If I understood you research question, it seems like you’re navigating a problem involving identifying molecules that are altered between two categorical classes while controlling for a continuous covariate.
1. Clarify Your Research Question:
My understanding of your research question is that you you want to determine if the concentration of each molecule differs between two categorical classes (eg, treatment vs. control) while accounting for the effect of a continuous covariate (eg, age, weight, etc).
Your goal is to find molecules where the categorical class has a significant effect on the concentration, after controlling for the covariate.
2. Model Selection:
- For each molecule, fit a linear regression model with the concentration as the response variable, and the categorical class and the continuous covariate as predictors.
- The formula for each model would be: Concentration ~ Class + Covariate.
3. Implementation in R:
- Ensure your data is in a suitable format, with molecules as columns and samples as rows, and include the class and covariate information:
# Example data format
data <- data.frame(
Class = factor(c('A', 'B', 'A', 'B')),
Covariate = c(23, 45, 21, 50),
Molecule1 = c(1.2, 3.4, 2.1, 4.3),
Molecule2 = c(2.2, 3.5, 1.9, 4.0)
# Add more molecules as needed
)
4. Running Multiple Models:
Loop through each molecule, fit the linear model, and store the results:
results <- list()
for (molecule in colnames(data)[-c(1, 2)]) { # Assuming first two columns are Class and Covariate
model <- lm(as.formula(paste(molecule, "~ Class + Covariate")), data = data)

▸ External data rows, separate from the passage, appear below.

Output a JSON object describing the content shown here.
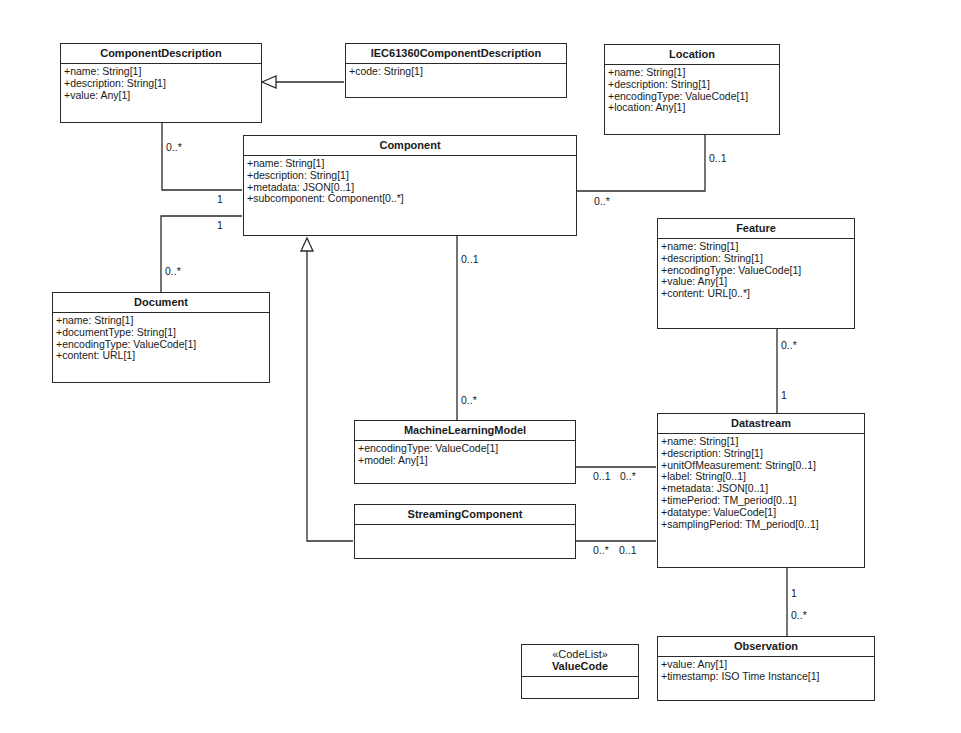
{
  "classes": {
    "component_description": {
      "name": "ComponentDescription",
      "attributes": [
        "+name: String[1]",
        "+description: String[1]",
        "+value: Any[1]"
      ]
    },
    "iec61360": {
      "name": "IEC61360ComponentDescription",
      "attributes": [
        "+code: String[1]"
      ]
    },
    "location": {
      "name": "Location",
      "attributes": [
        "+name: String[1]",
        "+description: String[1]",
        "+encodingType: ValueCode[1]",
        "+location: Any[1]"
      ]
    },
    "component": {
      "name": "Component",
      "attributes": [
        "+name: String[1]",
        "+description: String[1]",
        "+metadata: JSON[0..1]",
        "+subcomponent: Component[0..*]"
      ]
    },
    "feature": {
      "name": "Feature",
      "attributes": [
        "+name: String[1]",
        "+description: String[1]",
        "+encodingType: ValueCode[1]",
        "+value: Any[1]",
        "+content: URL[0..*]"
      ]
    },
    "document": {
      "name": "Document",
      "attributes": [
        "+name: String[1]",
        "+documentType: String[1]",
        "+encodingType: ValueCode[1]",
        "+content: URL[1]"
      ]
    },
    "ml_model": {
      "name": "MachineLearningModel",
      "attributes": [
        "+encodingType: ValueCode[1]",
        "+model: Any[1]"
      ]
    },
    "streaming": {
      "name": "StreamingComponent",
      "attributes": []
    },
    "datastream": {
      "name": "Datastream",
      "attributes": [
        "+name: String[1]",
        "+description: String[1]",
        "+unitOfMeasurement: String[0..1]",
        "+label: String[0..1]",
        "+metadata: JSON[0..1]",
        "+timePeriod: TM_period[0..1]",
        "+datatype: ValueCode[1]",
        "+samplingPeriod: TM_period[0..1]"
      ]
    },
    "observation": {
      "name": "Observation",
      "attributes": [
        "+value: Any[1]",
        "+timestamp: ISO Time Instance[1]"
      ]
    },
    "value_code": {
      "stereotype": "«CodeList»",
      "name": "ValueCode",
      "attributes": []
    }
  },
  "multiplicities": {
    "compdesc_end": "0..*",
    "compdesc_component_end": "1",
    "document_component_end": "1",
    "document_end": "0..*",
    "location_end": "0..1",
    "location_component_end": "0..*",
    "ml_component_end": "0..1",
    "ml_end": "0..*",
    "feature_end": "0..*",
    "feature_datastream_end": "1",
    "ml_datastream_ml_end": "0..1",
    "ml_datastream_ds_end": "0..*",
    "stream_datastream_sc_end": "0..*",
    "stream_datastream_ds_end": "0..1",
    "datastream_obs_ds_end": "1",
    "datastream_obs_obs_end": "0..*"
  }
}
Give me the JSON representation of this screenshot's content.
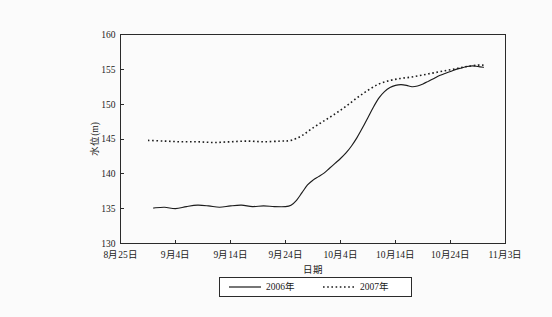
{
  "chart_data": {
    "type": "line",
    "title": "",
    "xlabel": "日期",
    "ylabel": "水位(m)",
    "ylim": [
      130,
      160
    ],
    "yticks": [
      130,
      135,
      140,
      145,
      150,
      155,
      160
    ],
    "ytick_labels": [
      "130",
      "135",
      "140",
      "145",
      "150",
      "155",
      "160"
    ],
    "xtick_labels": [
      "8月25日",
      "9月4日",
      "9月14日",
      "9月24日",
      "10月4日",
      "10月14日",
      "10月24日",
      "11月3日"
    ],
    "xlim_days": [
      0,
      70
    ],
    "xtick_days": [
      0,
      10,
      20,
      30,
      40,
      50,
      60,
      70
    ],
    "grid": false,
    "legend_position": "below-axes-center",
    "series": [
      {
        "name": "2006年",
        "style": "solid",
        "color": "#1c1c1c",
        "x": [
          6,
          8,
          10,
          12,
          14,
          16,
          18,
          20,
          22,
          24,
          26,
          28,
          30,
          31,
          32,
          33,
          34,
          35,
          36,
          37,
          38,
          39,
          40,
          41,
          42,
          43,
          44,
          45,
          46,
          47,
          48,
          49,
          50,
          51,
          52,
          53,
          54,
          55,
          56,
          57,
          58,
          59,
          60,
          61,
          62,
          63,
          64,
          65,
          66
        ],
        "y": [
          135.1,
          135.2,
          135.0,
          135.3,
          135.5,
          135.4,
          135.2,
          135.4,
          135.5,
          135.3,
          135.4,
          135.3,
          135.3,
          135.5,
          136.2,
          137.3,
          138.4,
          139.1,
          139.6,
          140.1,
          140.8,
          141.5,
          142.2,
          143.0,
          144.0,
          145.2,
          146.6,
          148.1,
          149.6,
          150.9,
          151.8,
          152.4,
          152.7,
          152.8,
          152.7,
          152.5,
          152.6,
          152.9,
          153.3,
          153.7,
          154.1,
          154.4,
          154.7,
          155.0,
          155.2,
          155.4,
          155.5,
          155.4,
          155.3
        ]
      },
      {
        "name": "2007年",
        "style": "dotted",
        "color": "#1c1c1c",
        "x": [
          5,
          8,
          11,
          14,
          17,
          20,
          23,
          26,
          29,
          31,
          33,
          35,
          37,
          39,
          41,
          43,
          45,
          47,
          49,
          51,
          53,
          55,
          57,
          59,
          61,
          63,
          65,
          66
        ],
        "y": [
          144.8,
          144.7,
          144.6,
          144.6,
          144.5,
          144.6,
          144.7,
          144.6,
          144.7,
          144.8,
          145.5,
          146.6,
          147.6,
          148.6,
          149.7,
          150.9,
          152.0,
          152.9,
          153.4,
          153.7,
          153.9,
          154.2,
          154.5,
          154.8,
          155.1,
          155.4,
          155.6,
          155.6
        ]
      }
    ]
  },
  "legend": {
    "entries": [
      {
        "label": "2006年",
        "style": "solid"
      },
      {
        "label": "2007年",
        "style": "dotted"
      }
    ]
  }
}
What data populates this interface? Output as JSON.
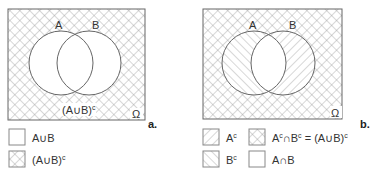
{
  "panel_a": {
    "tag": "a.",
    "set_labels": {
      "a": "A",
      "b": "B",
      "universe": "Ω"
    },
    "region_label": {
      "base": "(A∪B)",
      "sup": "c"
    },
    "legend": [
      {
        "pattern": "blank",
        "base": "A∪B",
        "sup": ""
      },
      {
        "pattern": "crosshatch",
        "base": "(A∪B)",
        "sup": "c"
      }
    ]
  },
  "panel_b": {
    "tag": "b.",
    "set_labels": {
      "a": "A",
      "b": "B",
      "universe": "Ω"
    },
    "legend": [
      {
        "pattern": "forward-hatch",
        "base": "A",
        "sup": "c"
      },
      {
        "pattern": "crosshatch",
        "part1": "A",
        "sup1": "c",
        "op": "∩B",
        "sup2": "c",
        "eq": " = (A∪B)",
        "sup3": "c"
      },
      {
        "pattern": "back-hatch",
        "base": "B",
        "sup": "c"
      },
      {
        "pattern": "blank",
        "base": "A∩B",
        "sup": ""
      }
    ]
  },
  "colors": {
    "line": "#666666",
    "hatch": "#9a9a9a",
    "background": "#ffffff"
  }
}
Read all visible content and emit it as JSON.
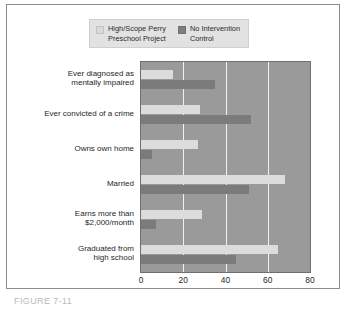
{
  "legend": {
    "entries": [
      {
        "label": "High/Scope Perry\nPreschool Project",
        "swatch": "light-gray-swatch",
        "color": "#d9d9d9"
      },
      {
        "label": "No Intervention\nControl",
        "swatch": "dark-gray-swatch",
        "color": "#7e7e7e"
      }
    ]
  },
  "axis": {
    "ticks": [
      "0",
      "20",
      "40",
      "60",
      "80"
    ]
  },
  "caption": {
    "text": "FIGURE 7-11"
  },
  "chart_data": {
    "type": "bar",
    "orientation": "horizontal",
    "title": "",
    "xlabel": "",
    "ylabel": "",
    "xlim": [
      0,
      80
    ],
    "xticks": [
      0,
      20,
      40,
      60,
      80
    ],
    "grid": true,
    "gridlines_at": [
      20,
      40,
      60
    ],
    "legend_position": "top",
    "categories": [
      "Ever diagnosed as\nmentally impaired",
      "Ever convicted of a crime",
      "Owns own home",
      "Married",
      "Earns more than\n$2,000/month",
      "Graduated from\nhigh school"
    ],
    "series": [
      {
        "name": "High/Scope Perry Preschool Project",
        "color": "#dcdcdc",
        "values": [
          15,
          28,
          27,
          68,
          29,
          65
        ]
      },
      {
        "name": "No Intervention Control",
        "color": "#7b7b7b",
        "values": [
          35,
          52,
          5,
          51,
          7,
          45
        ]
      }
    ]
  }
}
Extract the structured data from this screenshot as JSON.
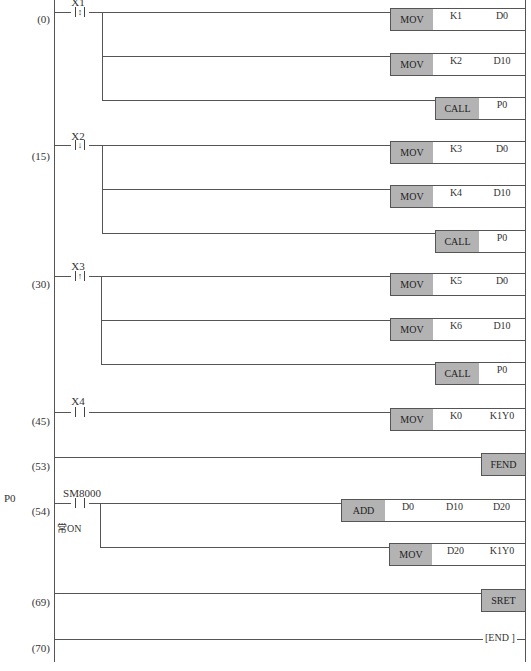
{
  "diagram": {
    "type": "ladder",
    "subroutine_label": "P0",
    "rungs": [
      {
        "step": "(0)",
        "contact": {
          "name": "X1",
          "type": "edge",
          "glyph": "↕"
        },
        "outputs": [
          {
            "op": "MOV",
            "args": [
              "K1",
              "D0"
            ]
          },
          {
            "op": "MOV",
            "args": [
              "K2",
              "D10"
            ]
          },
          {
            "op": "CALL",
            "args": [
              "P0"
            ]
          }
        ]
      },
      {
        "step": "(15)",
        "contact": {
          "name": "X2",
          "type": "edge",
          "glyph": "↓"
        },
        "outputs": [
          {
            "op": "MOV",
            "args": [
              "K3",
              "D0"
            ]
          },
          {
            "op": "MOV",
            "args": [
              "K4",
              "D10"
            ]
          },
          {
            "op": "CALL",
            "args": [
              "P0"
            ]
          }
        ]
      },
      {
        "step": "(30)",
        "contact": {
          "name": "X3",
          "type": "edge",
          "glyph": "↑"
        },
        "outputs": [
          {
            "op": "MOV",
            "args": [
              "K5",
              "D0"
            ]
          },
          {
            "op": "MOV",
            "args": [
              "K6",
              "D10"
            ]
          },
          {
            "op": "CALL",
            "args": [
              "P0"
            ]
          }
        ]
      },
      {
        "step": "(45)",
        "contact": {
          "name": "X4",
          "type": "no"
        },
        "outputs": [
          {
            "op": "MOV",
            "args": [
              "K0",
              "K1Y0"
            ]
          }
        ]
      },
      {
        "step": "(53)",
        "outputs": [
          {
            "op": "FEND"
          }
        ]
      },
      {
        "step": "(54)",
        "contact": {
          "name": "SM8000",
          "type": "no",
          "comment": "常ON"
        },
        "outputs": [
          {
            "op": "ADD",
            "args": [
              "D0",
              "D10",
              "D20"
            ]
          },
          {
            "op": "MOV",
            "args": [
              "D20",
              "K1Y0"
            ]
          }
        ]
      },
      {
        "step": "(69)",
        "outputs": [
          {
            "op": "SRET"
          }
        ]
      },
      {
        "step": "(70)",
        "outputs": [
          {
            "op": "[END ]"
          }
        ]
      }
    ]
  },
  "colors": {
    "instruction_fill": "#b3b3b3",
    "line": "#555555",
    "background": "#ffffff"
  }
}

results[[molecule]] <- summary(model)$coefficients
}
5. Extract Significant Results:
- Extract the p-values for the Class variable from each model and adjust for multiple comparisons using a method like Bonferroni or Benjamini-Hochberg:
p_values <- sapply(results, function(x) x['ClassB', 'Pr(>|t|)']) # Adjust if Class has different levels
p_adjusted <- p.adjust(p_values, method = "BH") # Benjamini-Hochberg adjustment
significant_molecules <- names(p_adjusted)[p_adjusted < 0.05]
6. Model Diagnostics:
Check the diagnostic plots for each model to ensure the assumptions of linear regression are met (linearity, homoscedasticity, normality of residuals):
for (molecule in significant_molecules) {
model <- lm(as.formula(paste(molecule, "~ Class + Covariate")), data = data)
par(mfrow = c(2, 2)) # May need to save the plots to disk in some environments
plot(model)
}
In case the plots do not display in your environment, we can save them to disk instead:
# Directory to save plots
plot_dir <- "diagnostic_plots"
if (!dir.exists(plot_dir)) {
dir.create(plot_dir)
}
for (molecule in significant_molecules) {
model <- lm(as.formula(paste(molecule, "~ Class + Covariate")), data = data)
# Create a file name for the plot
plot_file <- file.path(plot_dir, paste0(molecule, "_diagnostic.png"))
# Open a png device
png(filename = plot_file)
# Plot diagnostics
par(mfrow = c(2, 2))
plot(model)
# Close the device
dev.off()
# Optionally print a message indicating the plot was saved
cat("Diagnostic plot saved for", molecule, "as", plot_file, "\n")
}
7. Validation and Model Quality:
- It is important to validate your models. Splitting your data into training and testing sets and evaluating the performance can help. For linear models, prediction accuracy can be assessed using metrics like R-squared, RMSE (Root Mean Square Error), etc.:
library(caret)
set.seed(15)
trainIndex <- createDataPartition(data$Class, p = .8, list = FALSE, times = 1)
dataTrain <- data[trainIndex,]
dataTest <- data[-trainIndex,]
# Train models on training set and evaluate on test set
for (molecule in significant_molecules) {
model <- lm(as.formula(paste(molecule, "~ Class + Covariate")), data = dataTrain)
predictions <- predict(model, newdata = dataTest)
actuals <- dataTest[[molecule]]
print(paste(molecule, "R-squared:", summary(lm(predictions ~ actuals))$r.squared))
}
Additional Considerations:
- Residual Analysis: Check the residuals for normality, homoscedasticity, and independence.
- Assumption Checks: Ensure all assumptions of linear regression are tested (eg, linearity, no multicollinearity).
Summary:
- Clarify Research Question: Identify significant molecules controlling for covariate.
- Model Selection: Use linear regression models for each molecule.
- Implementation in R: Structure data and fit models.
- Extract Significant Results: Adjust p-values and identify significant molecules.
- Diagnostics: Check diagnostic plots to ensure model assumptions are met.
- Validation: Split data, train, and test models to ensure robustness.
This approach helps to ensure that your findings are statistically valid and robust, accounting for multiple comparisons and ensuring model quality through diagnostic checks and validation.